[Screenshot grounding data]
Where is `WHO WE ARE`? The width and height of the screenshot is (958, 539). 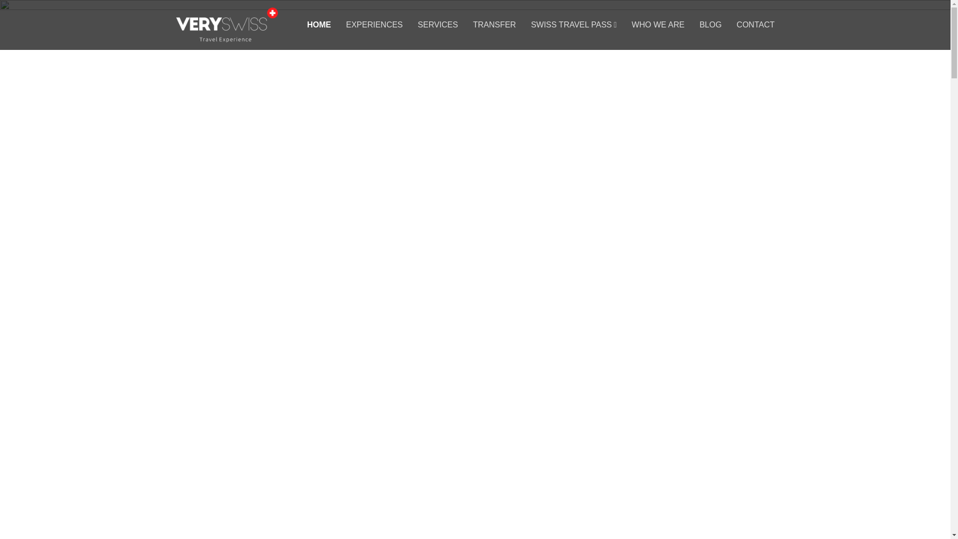
WHO WE ARE is located at coordinates (658, 25).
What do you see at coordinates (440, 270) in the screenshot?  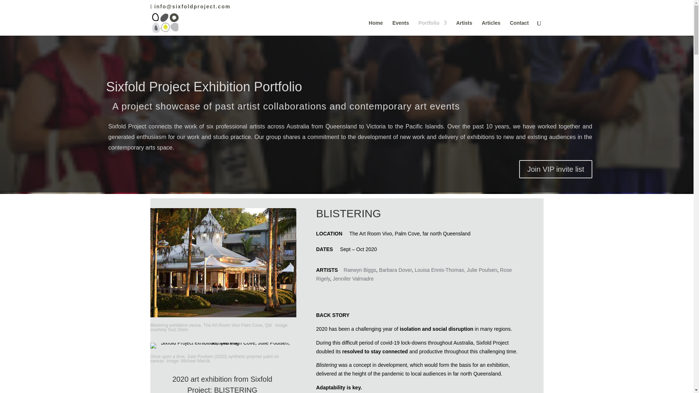 I see `Louisa Ennis-Thomas,` at bounding box center [440, 270].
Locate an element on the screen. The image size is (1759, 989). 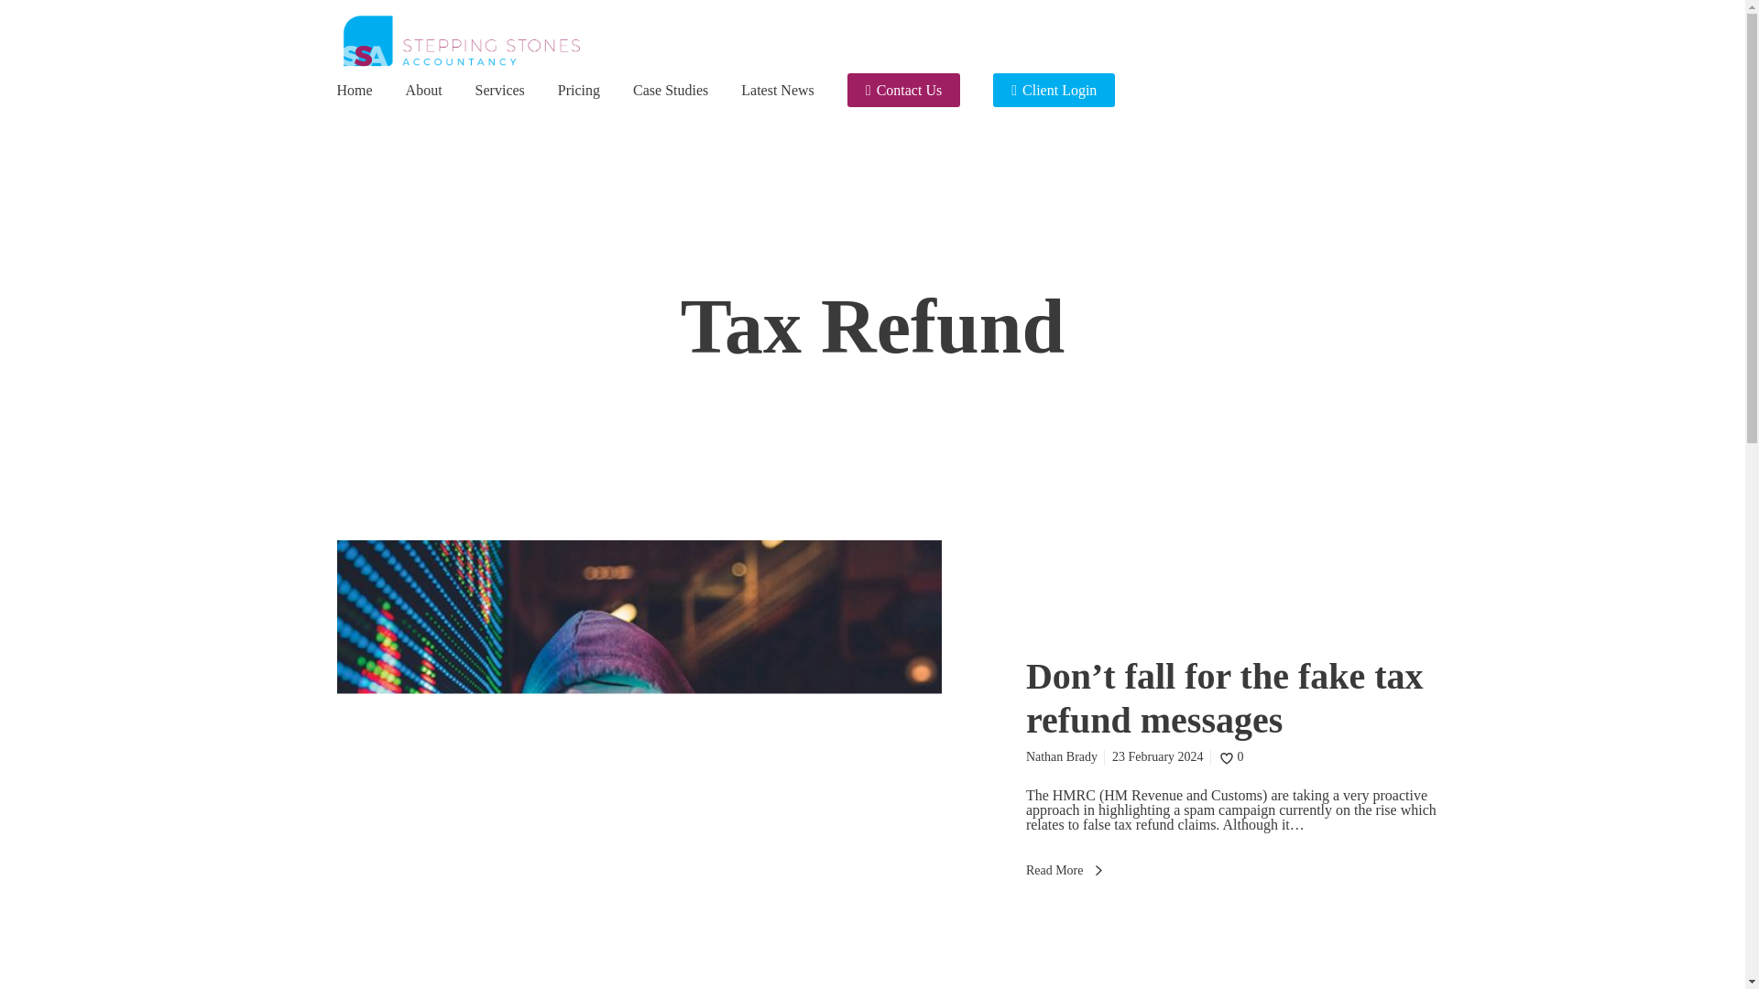
Client Login is located at coordinates (1054, 90).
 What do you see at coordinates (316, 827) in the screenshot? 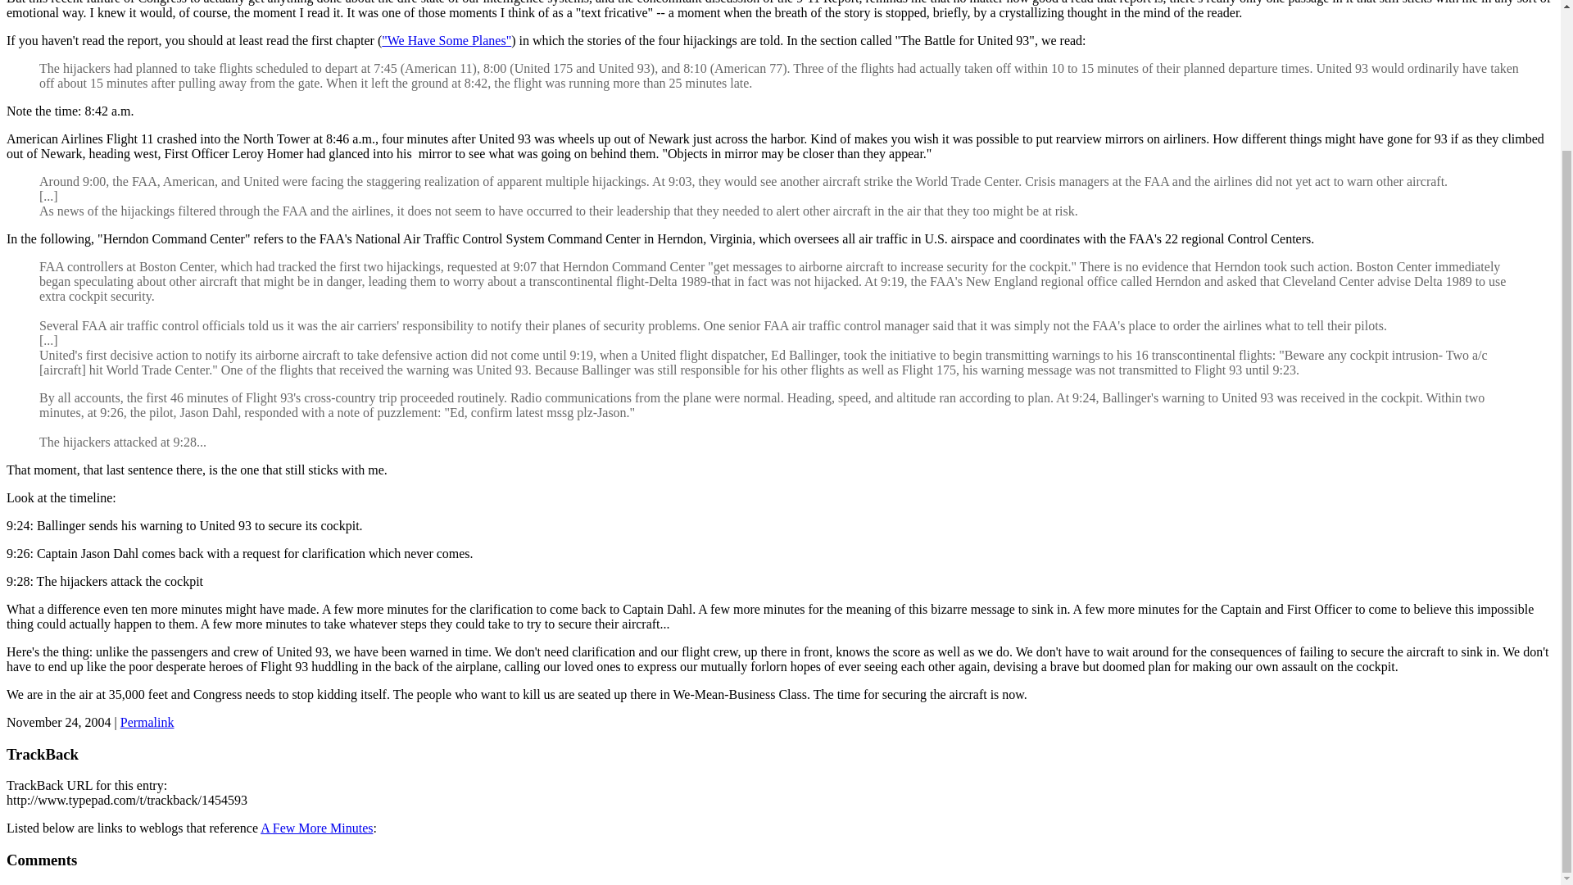
I see `A Few More Minutes` at bounding box center [316, 827].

> Work to be completed: What is wanted is an exact copy of the lines from the line with "Locate an element" through the end of the records, both ends included, pictures excluded.

> Exercise solution:
Locate an element on the screen. The image size is (1759, 989). 
Client Login is located at coordinates (1054, 90).
 What do you see at coordinates (316, 827) in the screenshot? 
I see `A Few More Minutes` at bounding box center [316, 827].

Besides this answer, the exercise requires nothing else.